While the truck-and-cart delivery system described above can be employed in these deliveries, if the customer clicks the option for curbside delivery, these deliveries to on-the-move customers could be distributed through much smaller vehicles. Given automated-driving programs that can handle roads and city streets, smaller vehicles such as compact cars, half-cars, aerial drones or even velomobiles or a motorcycle or moped with a side car could bring products directly to the purchaser.

One option is simply a miniature version of the truck-and-cart system operating out of a very small truck or a modified van or car. In this case the vehicle stops, unloads the cart carrying the package and delivers to the customer directly as requested. Another alternative is that the delivery vehicle stops and proffers the package through an opening in its side. One panel1 would slide back to show the item behind a second, transparent panel2, which would slide back3 so the customer could take their purchase4.

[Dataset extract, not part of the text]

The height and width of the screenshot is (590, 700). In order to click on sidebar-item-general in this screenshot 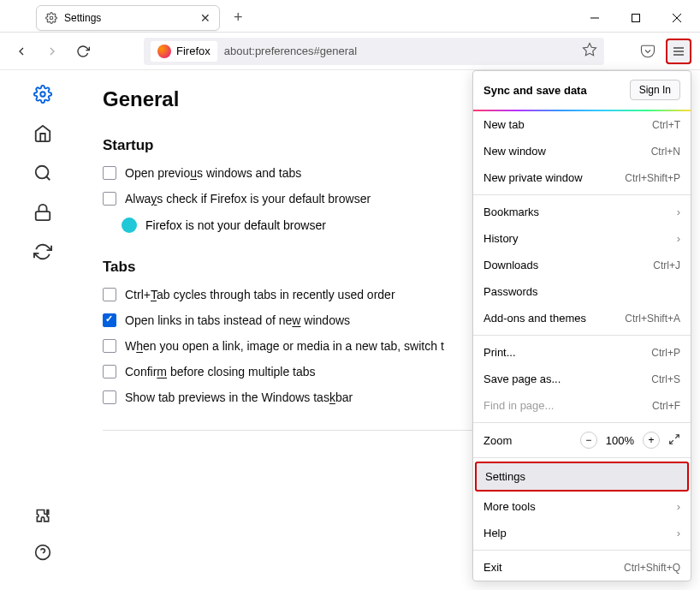, I will do `click(43, 94)`.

A motorcycle or moped with a side car1 could actually have the cart as the sidecar, which would detach upon arrival2 (with the motorcycle dropping kickstands for stability) to deliver a package away from the roadside or even inside a publicly accessible structure. In the latter case, robotic arms3 and remote oversight4 would be needed at first to navigate most doorways5 (using the same haptic-gloves-and-biofeedback controls employed with humanoid robots). But the cart could be constructed to be solid enough to serve as a sidecar (with its gears in neutral, being propelled by the main vehicle) with three ruggedized wheels and yet light enough to be an acceptable visitor to an office building, front porch or mall in a way that an unridden motorcycle would not. Because this version of the cart would not require a full truck or car engine or need to support a seat and passenger, it could be much lighter than most light-weight, self-powered vehicles, such as an electric bike and rider or occupied velomobile. Also, the cart can be small enough to fit through doors, something impossible for most road-worthy, human-occupied vehicles.

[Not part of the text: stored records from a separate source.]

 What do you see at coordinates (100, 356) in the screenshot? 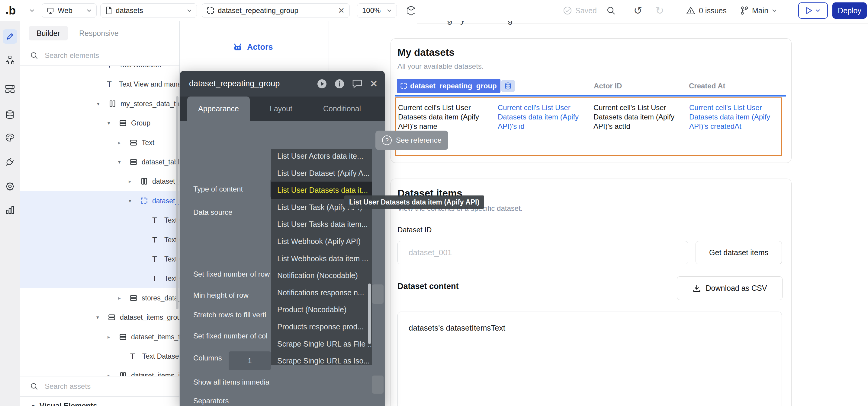
I see `tree-item-text-dataset-id: T Text Dataset ID` at bounding box center [100, 356].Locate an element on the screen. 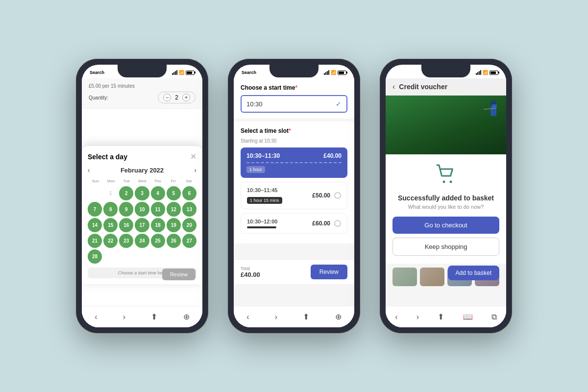  cal-day-28: 28 is located at coordinates (95, 257).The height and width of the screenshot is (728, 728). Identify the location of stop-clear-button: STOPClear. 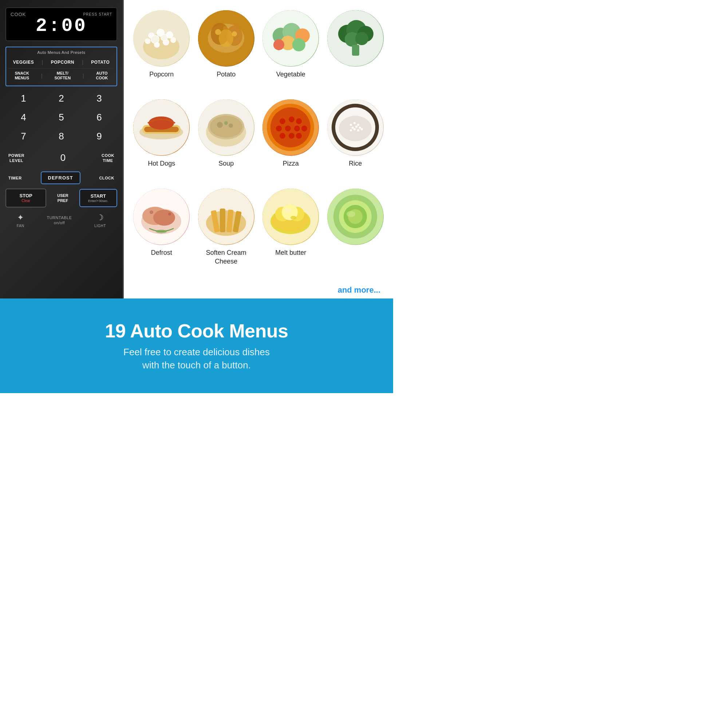
(26, 198).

Other vehicles1 could simply tow their cart2 and pass items down a chute3 to it as needed at each stop (the bottom of the chute would be counterweighted4 much like the chutes described above, so that it would drop into the open dome when reloading the cart and stay closed otherwise). While this option for reloading from the primary vehicle is also possible from the motorcycle or moped version, the easiest place to put the bulk of its cargo would be on a bin secured over its seat5. While all of these smaller-vehicle options could be modified to maximize available cargo space, a small SUV with its rear seats folded down or preferably removed would have the most room for deliveries.

With each package sitting in its own bin in the vehicle, the system would have a record of exactly where each one was and could retrieve it and pass it by the same method to the same funneling slides used in the larger trucks discussed above. These would funnel packages into the chute and thence to the delivery cart. Once items were placed in the cart, the chute would detach while the transparent dome clamped shut and the cart would detach from the truck and go to its customer.

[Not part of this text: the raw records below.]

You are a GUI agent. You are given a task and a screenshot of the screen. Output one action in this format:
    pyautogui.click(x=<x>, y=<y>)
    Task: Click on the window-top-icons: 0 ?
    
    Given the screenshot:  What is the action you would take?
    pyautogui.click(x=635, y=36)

Security risks in locations such as DC and other sensitive areas can be easily ameliorated by looping law enforcement into certain standard sensors such as internal cameras and into supplementary ones such as chemical scanners. Depending on the sensitivity of the area and the lengths a company is willing or required to go to, there are already plenty of basic devices that can scan for threats. X-ray scanning can be incorporated along with the laser scanners that double check a product’s identity before loading on the main delivery vehicle1, preferably augmented with automatic object recognition as that software becomes viable. Geiger counters can be included at the same point­2 as well as inside the vehicle. Atmospheric sensors inside the truck3 can draw in air to check for explosives and other known chemical and biological hazards. By granting access4 to this data to relevant law enforcement in the area covered by this local delivery system, the automated system becomes no more vulnerable to being highjacked by terrorists than a conventionally manned operation.